Boeing was arraigned Thursday in Texas on criminal fraud conspiracy charges related to two Boeing Max 737 crashes in Indonesia and Ethiopia. The company won't be prosecuted if it complies with terms of a deferred prosecution agreement requiring Boeing to pay $2.5 billion to crash victims families. A Boeing Max 737 is pictured in Britain in 2018. Photo by Cityswift/Flickr

Boeing was arraigned Thursday in Texas on criminal fraud conspiracy charges related to two Boeing Max 737 crashes in Indonesia and Ethiopia. The company won’t be prosecuted if it complies with terms of a deferred prosecution agreement requiring Boeing to pay $2.5 billion to crash victims families. A Boeing Max 737 is pictured in Britain in 2018. Photo by Cityswift/Flickr

Jan. 26 (UPI) — The U.S. Justice Department announced that Boeing is being arraigned Thursday on a criminal conspiracy to commit fraud charge related to two separate 737 Max jet crashes in Indonesia in 2018 and Ethiopia in 2019 that killed 346 people.

U.S. District Court Judge Reed O’Connor ordered Boeing’s public arraignment on the felony charge last week. He said then that the law requires Boeing be publicly arraigned and that the crash victims’ families have a right to be heard at the arraignment.

But if Boeing meets all the conditions of a deferred prosecution agreement with the government, the criminal case will not be prosecuted.

The Justice Department said in a statement that Boeing struck a deferred prosecution agreement in January 2021 to resolve “a criminal charge filed simultaneously against Boeing, specifically, conspiracy to defraud the Federal Aviation Administration‘s Aircraft Evaluation Group in connection with the FAA AEG’s evaluation of Boeing’s 737 MAX airplane.”

Boeing agreed to pay $2.5 billion to the heirs, relatives and legal beneficiaries of the 346 people killed in the Indonesian and Ethiopian 737 Max crashes. That included a $243.6 million criminal penalty.

According to a Justice Department court filing, if “Boeing breaches or fails to comply with any provision, the Government may prosecute Boeing for the crime charged.”

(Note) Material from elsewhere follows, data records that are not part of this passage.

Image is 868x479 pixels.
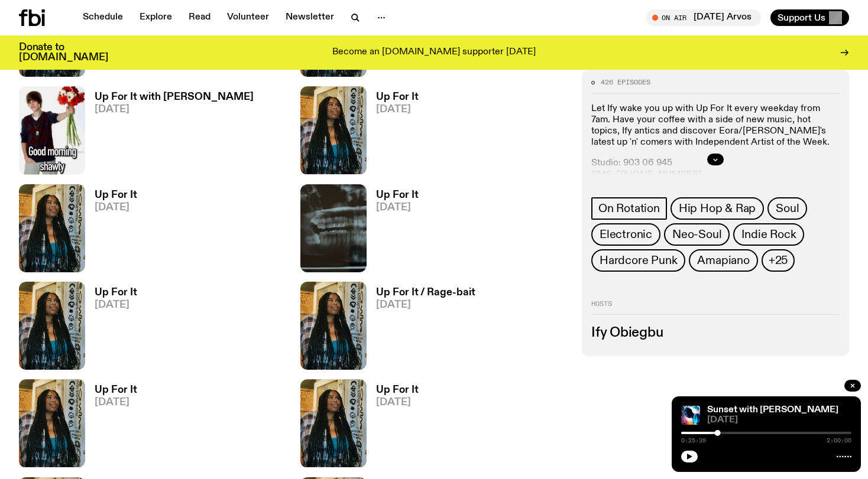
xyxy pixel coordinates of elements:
[707,406,838,415] a: Sunset with [PERSON_NAME]
[598,202,659,216] span: On Rotation
[94,288,137,298] h3: Up For It
[94,105,254,114] span: [DATE]
[19,184,85,272] img: Ify - a Brown Skin girl with black braided twists, looking up to the side with her tongue stickin...
[770,10,849,26] button: Support Us
[741,229,795,242] span: Indie Rock
[367,385,419,467] a: Up For It[DATE]
[591,103,840,149] p: Let Ify wake you up with Up For It every weekday from 7am. Have your coffee with a side of new mu...
[591,326,840,340] h3: Ify Obiegbu
[300,379,367,467] img: Ify - a Brown Skin girl with black braided twists, looking up to the side with her tongue stickin...
[600,79,650,86] span: 426 episodes
[776,202,799,216] span: Soul
[646,10,761,26] button: On Air[DATE] Arvos
[367,191,419,272] a: Up For It[DATE]
[670,198,763,220] a: Hip Hop & Rap
[367,288,475,370] a: Up For It / Rage-bait[DATE]
[777,12,825,23] span: Support Us
[182,10,218,26] a: Read
[376,202,419,213] span: [DATE]
[826,438,851,444] span: 2:00:00
[76,10,130,26] a: Schedule
[367,92,419,174] a: Up For It[DATE]
[376,385,419,395] h3: Up For It
[300,86,367,174] img: Ify - a Brown Skin girl with black braided twists, looking up to the side with her tongue stickin...
[768,254,788,268] span: +25
[733,224,804,247] a: Indie Rock
[94,202,137,213] span: [DATE]
[85,92,254,174] a: Up For It with [PERSON_NAME][DATE]
[94,92,254,102] h3: Up For It with [PERSON_NAME]
[681,438,706,444] span: 0:25:39
[591,198,667,220] a: On Rotation
[688,250,757,272] a: Amapiano
[94,398,137,408] span: [DATE]
[19,282,85,370] img: Ify - a Brown Skin girl with black braided twists, looking up to the side with her tongue stickin...
[591,301,840,315] h2: Hosts
[376,191,419,200] h3: Up For It
[85,191,137,272] a: Up For It[DATE]
[85,385,137,467] a: Up For It[DATE]
[332,47,535,58] p: Become an [DOMAIN_NAME] supporter [DATE]
[94,385,137,395] h3: Up For It
[672,229,721,242] span: Neo-Soul
[679,202,756,216] span: Hip Hop & Rap
[19,379,85,467] img: Ify - a Brown Skin girl with black braided twists, looking up to the side with her tongue stickin...
[85,288,137,370] a: Up For It[DATE]
[376,92,419,102] h3: Up For It
[599,229,652,242] span: Electronic
[220,10,276,26] a: Volunteer
[599,254,677,268] span: Hardcore Punk
[663,224,729,247] a: Neo-Soul
[94,191,137,200] h3: Up For It
[376,398,419,408] span: [DATE]
[681,406,700,425] img: Simon Caldwell stands side on, looking downwards. He has headphones on. Behind him is a brightly ...
[591,250,685,272] a: Hardcore Punk
[376,300,475,311] span: [DATE]
[300,282,367,370] img: Ify - a Brown Skin girl with black braided twists, looking up to the side with her tongue stickin...
[19,42,108,62] h3: Donate to [DOMAIN_NAME]
[279,10,341,26] a: Newsletter
[707,416,851,425] span: [DATE]
[761,250,795,272] button: +25
[591,224,660,247] a: Electronic
[767,198,807,220] a: Soul
[376,105,419,114] span: [DATE]
[132,10,179,26] a: Explore
[376,288,475,298] h3: Up For It / Rage-bait
[697,254,749,268] span: Amapiano
[94,300,137,311] span: [DATE]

Boeing admitted in court documents that they deceived the FAA about the speed range in which a part of the 737 Max’s flight controls could operate.

According to the Justice Department indictment Jan. 7, Boeing “willfully, and with the intent to defraud, conspired and agreed together with others to defraud the United States by impairing, obstructing, defeating, and interfering with, by dishonest means, the lawful function of a United States government agency, to wit, the Federal Aviation Administration Aircraft Evaluation Group within the United States Department of Transportation, in connection with the FAA AEG’s evaluation of the Boeing 737 MAX airplane’s Maneuvering Characteristics Augmentation System.”

On Tuesday, the National Transportation Safety Board released its final report on the Boeing 737 Max Ethiopia crash that killed 157 people in 2019. It did not dispute that the plane’s angle of attack pitched up, leading to the failure of that MCAS system.